I tried to fix a dinged crown on a 300 Win Mag with a rented 45 degree crown cutter from 4D and while the ding is gone I have some chatter marks. Should I just shoot it and leave it alone if its good or is there a way to clean it up as an amateur without machine tools like myself?
Posts: 1557 | Location: NC | Registered: 10 June 2002
I have not shot it yet but will try it first before anything else. Somewhat lucky that it is a 300 WM with a removable brake, so it won't generally be visible and it's on a well worn synthetic stocked hunting gun. I will however give it a shot with the brass ball lapping. What grit is suggested?
Posts: 1557 | Location: NC | Registered: 10 June 2002
Depends on how bad the chatter is. Me, I'd have it cut properly on a lathe and call it a lesson learned,,, hand powered tools like were tried don't work well, ,,,,,especially rented ones.
Posts: 725 | Location: fly over America, also known as Oklahoma | Registered: 02 June 2013
This question makes me think about an article that I read in G&A 20-30 years ago. The author, who I believe was Ross Seyfried, chucked a Sierra bullet into a drill and coated the ogive with lapping compound. He used it to clean up a damaged crown. I hadn’t thought about it in years (I’ve got two lathes and no need to try it) but I’d love to go back and re-read it.
Posts: 991 | Location: AL | Registered: 13 January 2003
I think I remember that article. It was a 300 Weatherby with damaged crown he used a 416 or 458 solid with valve grinding compound. A little different than a jacketed soft point.
Last 5 rounds I had loaded from my aoudad trip looked promising today. 1st shot was spot on and my 100 yard group was decent but with some vertical stringing. Will need to load and shoot some more.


Exercise description:
For each line below that contains the string "text", copy that line.

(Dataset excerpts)
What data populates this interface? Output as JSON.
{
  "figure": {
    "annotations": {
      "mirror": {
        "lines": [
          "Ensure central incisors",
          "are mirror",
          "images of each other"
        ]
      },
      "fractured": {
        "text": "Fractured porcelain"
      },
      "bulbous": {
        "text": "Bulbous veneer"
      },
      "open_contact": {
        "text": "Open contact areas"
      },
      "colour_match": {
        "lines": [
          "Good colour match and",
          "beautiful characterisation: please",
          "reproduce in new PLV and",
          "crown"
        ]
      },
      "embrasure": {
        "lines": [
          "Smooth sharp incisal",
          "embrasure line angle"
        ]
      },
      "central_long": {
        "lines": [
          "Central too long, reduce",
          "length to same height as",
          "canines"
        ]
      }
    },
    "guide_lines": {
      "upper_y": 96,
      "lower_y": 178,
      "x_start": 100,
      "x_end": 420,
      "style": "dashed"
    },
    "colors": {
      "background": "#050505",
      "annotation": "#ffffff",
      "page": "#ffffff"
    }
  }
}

---

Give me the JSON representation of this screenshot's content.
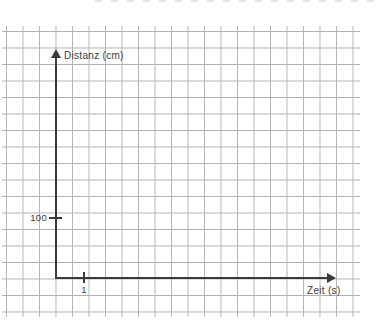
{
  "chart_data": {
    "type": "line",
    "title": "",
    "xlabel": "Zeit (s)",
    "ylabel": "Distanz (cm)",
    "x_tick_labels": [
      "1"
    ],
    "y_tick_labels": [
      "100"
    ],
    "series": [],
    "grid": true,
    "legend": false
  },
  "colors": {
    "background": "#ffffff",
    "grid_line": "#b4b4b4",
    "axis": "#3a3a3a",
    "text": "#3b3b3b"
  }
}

Task answer:
        "text": "Fractured porcelain"
        "text": "Bulbous veneer"
        "text": "Open contact areas"
    "text": "#3b3b3b"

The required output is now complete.